Black, and Caribbean Studies at Adelphi University.
(Photo courtesy Adelphi University)
Dr. Patricia G. Lespinasse, associate professor of African American Literature in the African, Black, and Caribbean Studies at Adelphi University, will discuss the African American vernacular tradition (sermons, spirituals, blues and jazz) in a lecture on Feb. 23. The event will be online from 7 to 8 p.m and is open to the public.
Lespinasse’s lecture, “(Re)sounding Freedom: The Vernacular Tradition In African Diaspora Texts,” will be presented through a historical perspective and analyze its connection to soundscapes in African Diaspora Literature.
Before joining Adelphi’s faculty, Lespinasse received fellowships from Rutgers University and SUNY Binghamton University, where she taught full-time in the department of Africana Studies.

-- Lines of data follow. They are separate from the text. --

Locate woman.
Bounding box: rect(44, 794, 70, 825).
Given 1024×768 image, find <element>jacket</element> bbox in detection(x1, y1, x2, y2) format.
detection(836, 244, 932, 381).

She is the author of The Drum Is A Wild Woman: Jazz and Gender in African Diaspora Literature and associate editor of The New Black Renaissance: The Souls Anthology of Critical African-American Studies. Her current book project is The Other Intersection: Race, Gender and Religion in Twentieth Century Women’s Writing.

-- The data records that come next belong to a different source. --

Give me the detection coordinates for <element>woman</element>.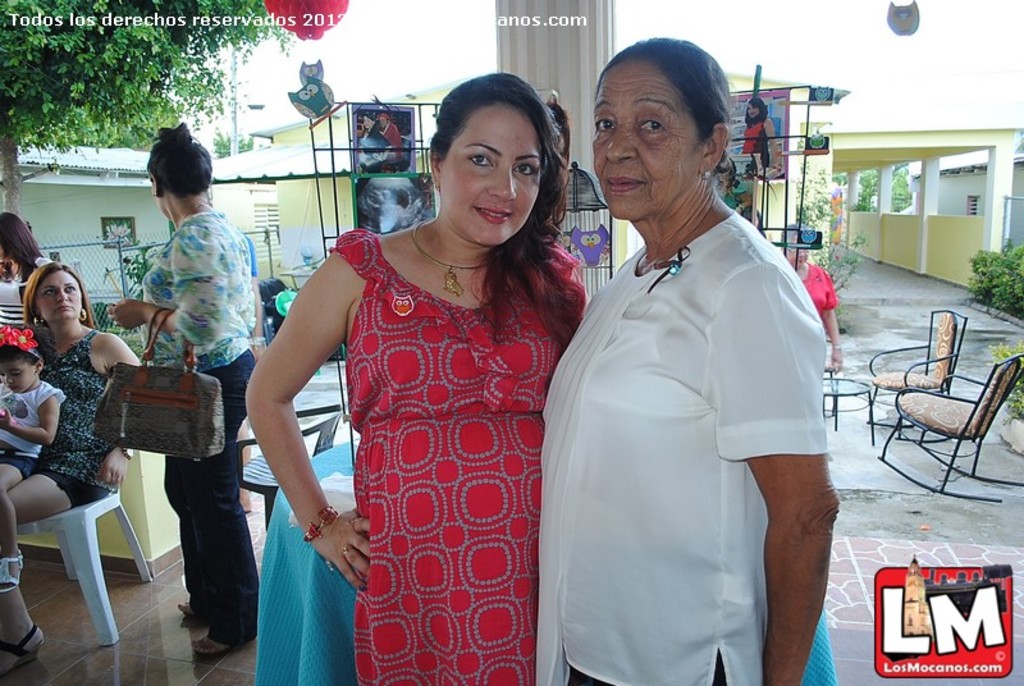
[left=534, top=37, right=841, bottom=685].
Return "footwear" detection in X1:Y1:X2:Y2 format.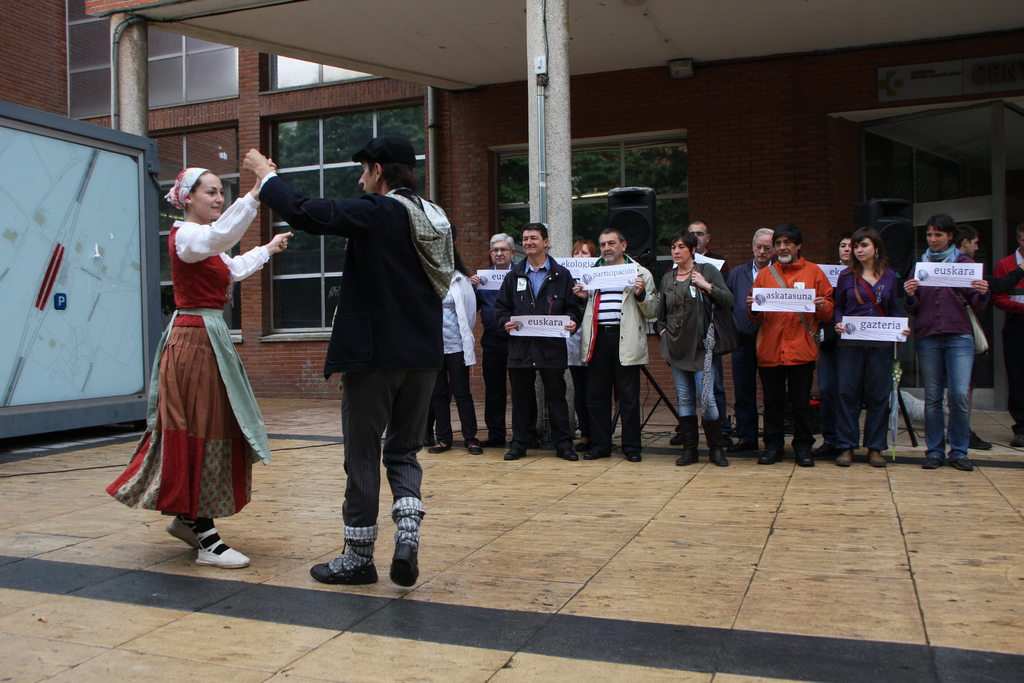
166:513:195:552.
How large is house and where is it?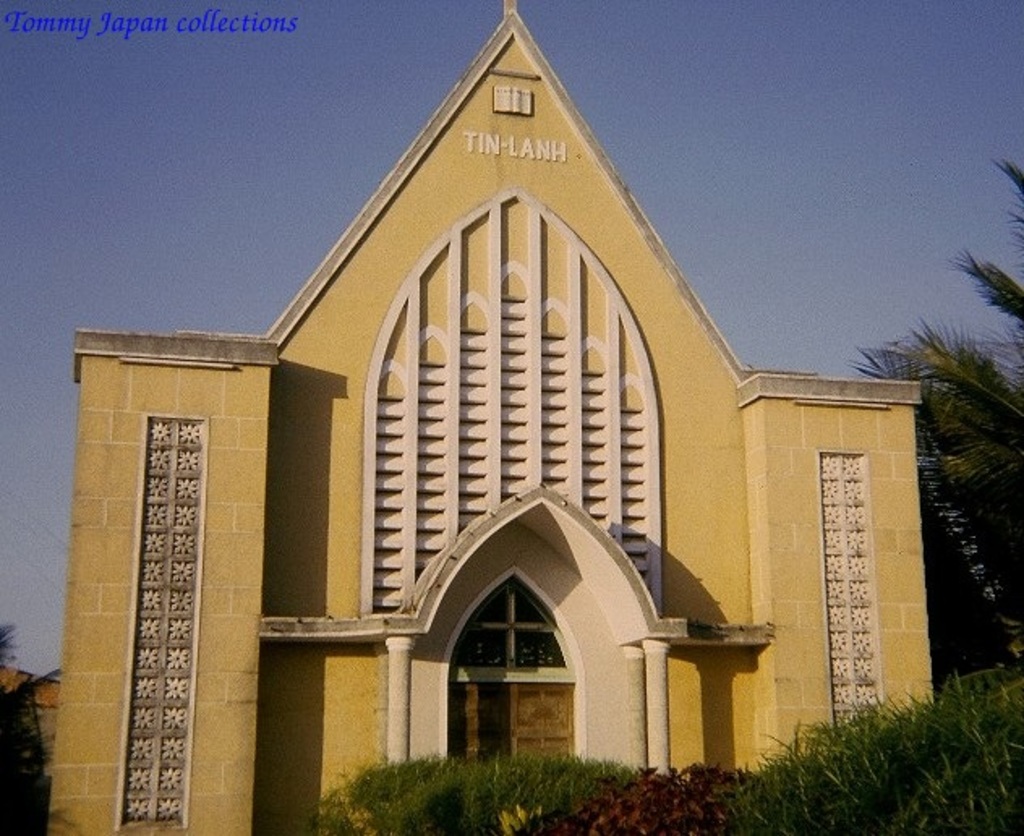
Bounding box: (0,663,63,770).
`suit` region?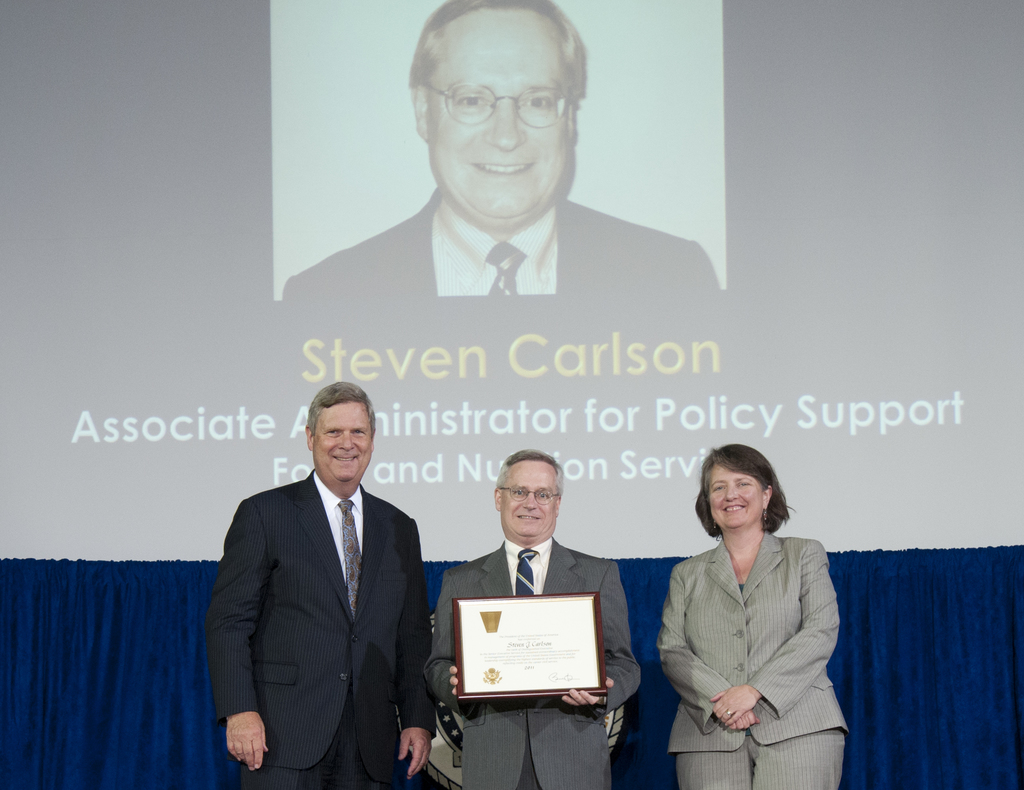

Lespinasse’s articles have appeared in the College Language Association Journal and Anthurium: A Caribbean Studies Journal. She is co-director of Proud Blood, a documentary film that explores the U.S. Food and Drug Administration’s controversial ban on blood donations from Haitians, part of a policy at the height of the HIV/AIDS global epidemic.
Lespinasse earned her Master’s, Master of philosophy and PhD degrees from Columbia University, and her Bachelor’s from St. John’s University.
The event, part of Adelphi’s John Hope Franklin Distinguished Lecture series, is sponsored by the University’s Center for African, Black and Caribbean Studies.